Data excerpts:
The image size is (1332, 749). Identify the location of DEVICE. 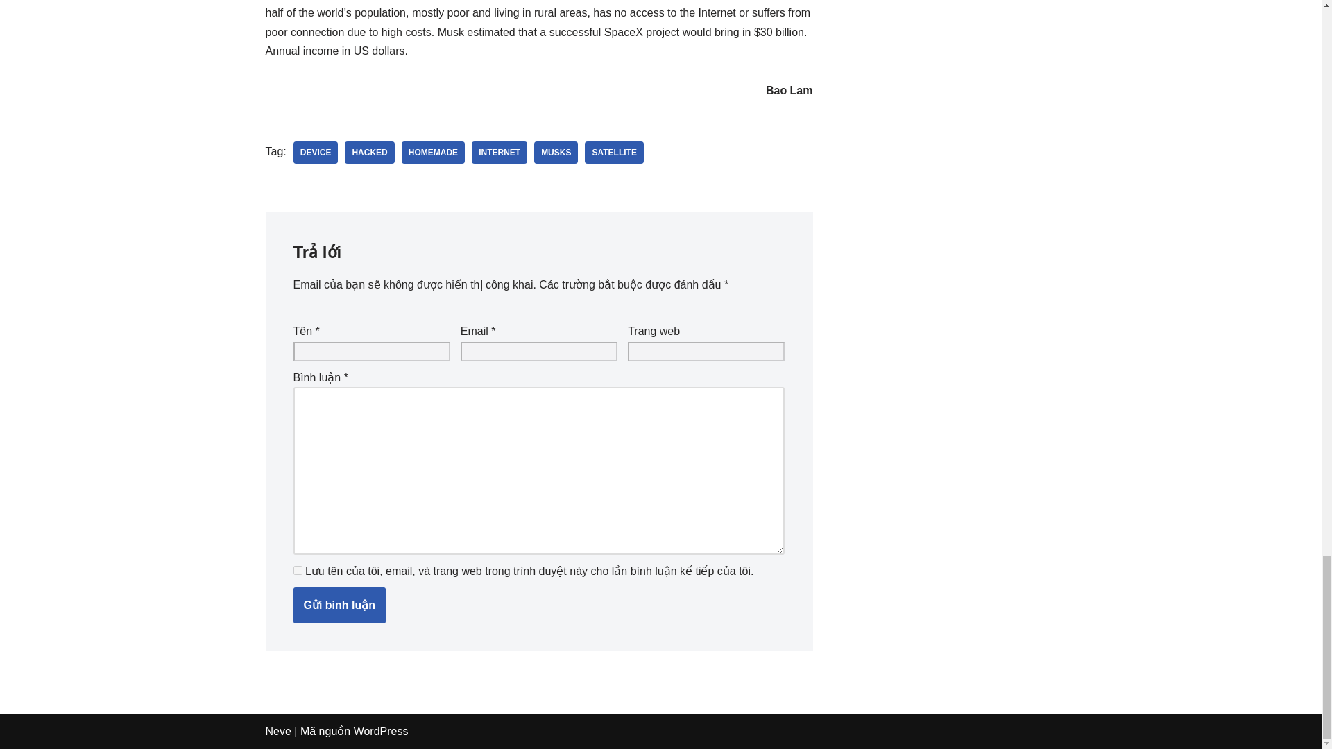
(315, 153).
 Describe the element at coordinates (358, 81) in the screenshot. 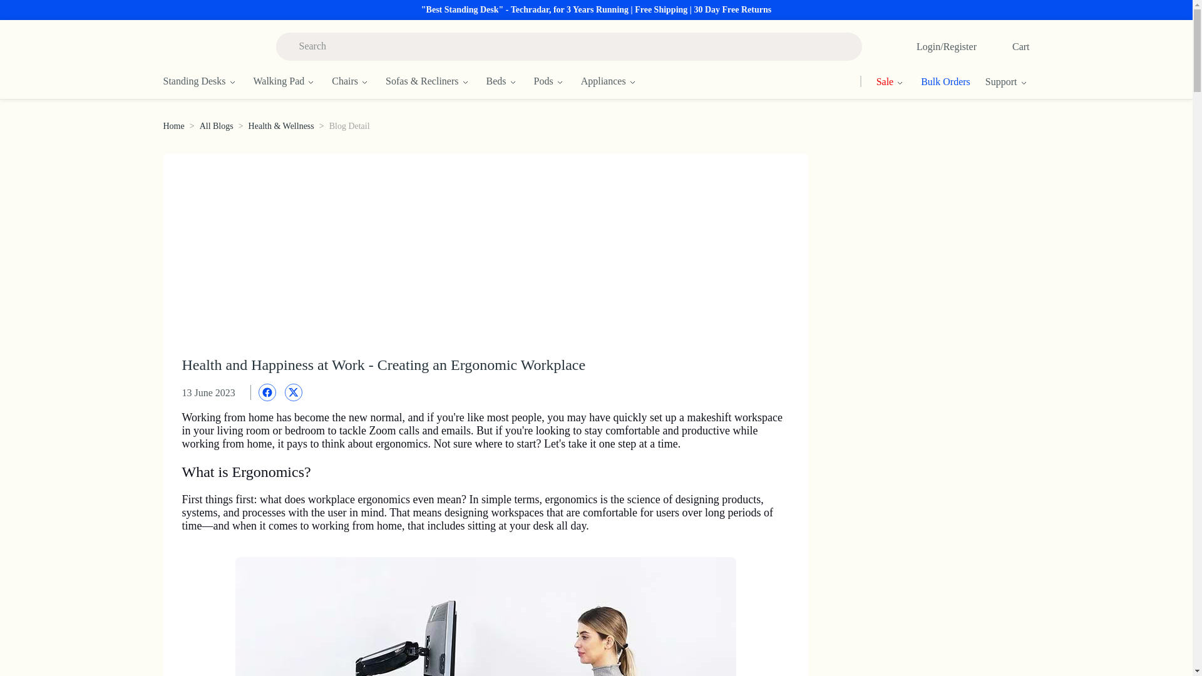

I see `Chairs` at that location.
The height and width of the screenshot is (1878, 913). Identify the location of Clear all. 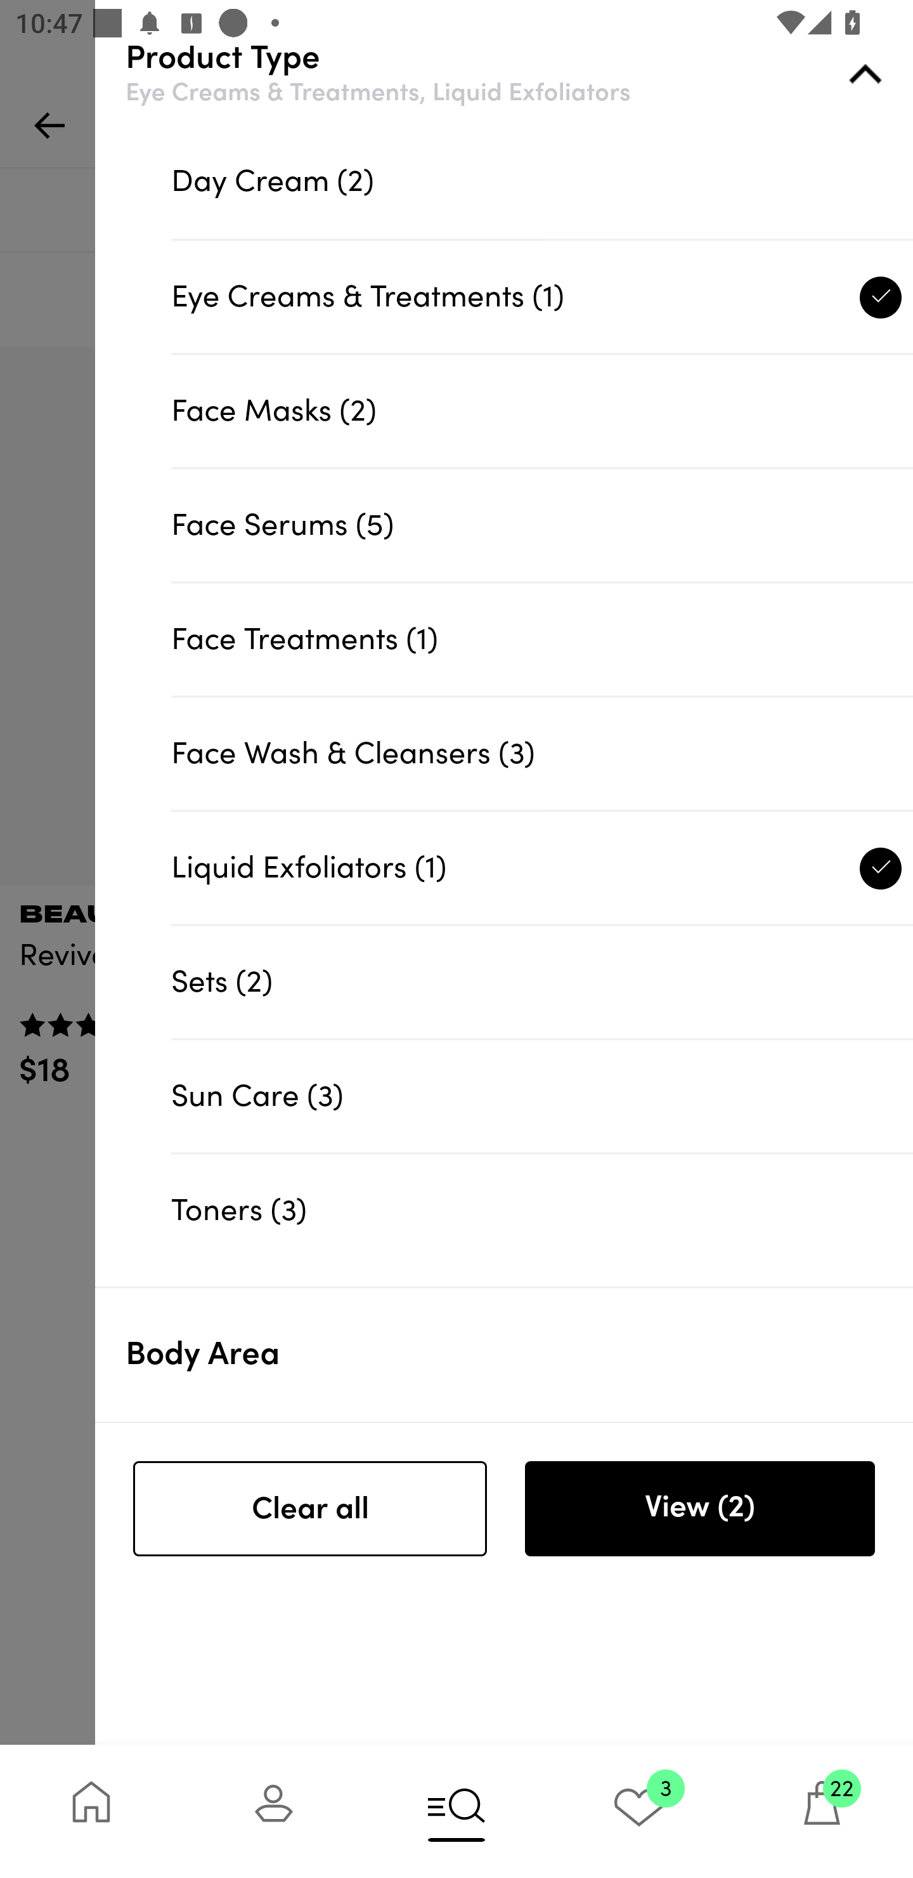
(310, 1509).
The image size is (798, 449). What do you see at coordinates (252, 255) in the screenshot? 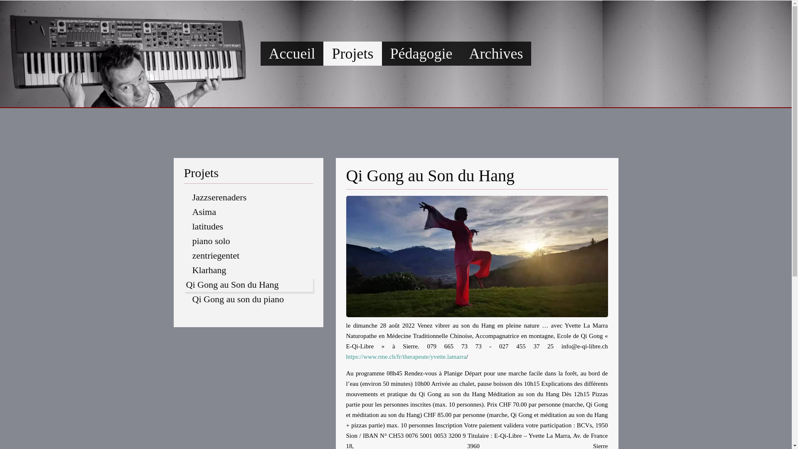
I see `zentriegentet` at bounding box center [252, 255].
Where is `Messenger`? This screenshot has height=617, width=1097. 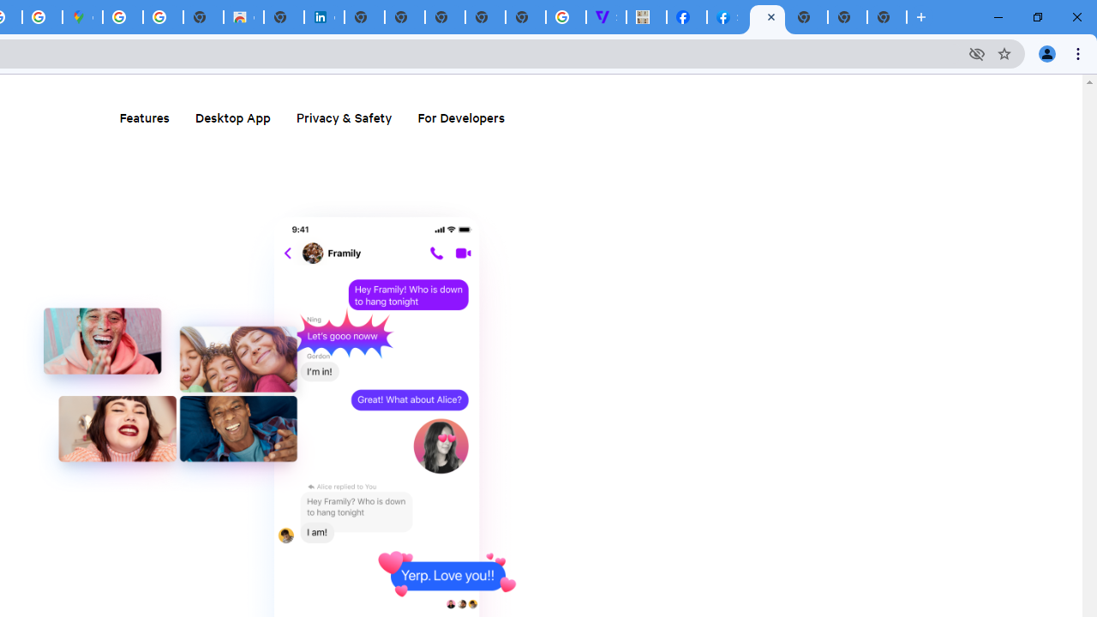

What is needed:
Looking at the records above, extract only the lines from the one with "Describe the element" through the last line, exactly, with the pictures left out.

Reply to the exercise:
 Describe the element at coordinates (358, 81) in the screenshot. 

I see `Chairs` at that location.
The height and width of the screenshot is (1878, 913). Identify the location of Clear all. 
(310, 1509).
The image size is (798, 449). What do you see at coordinates (252, 255) in the screenshot? 
I see `zentriegentet` at bounding box center [252, 255].
Where is `Messenger`? This screenshot has height=617, width=1097. 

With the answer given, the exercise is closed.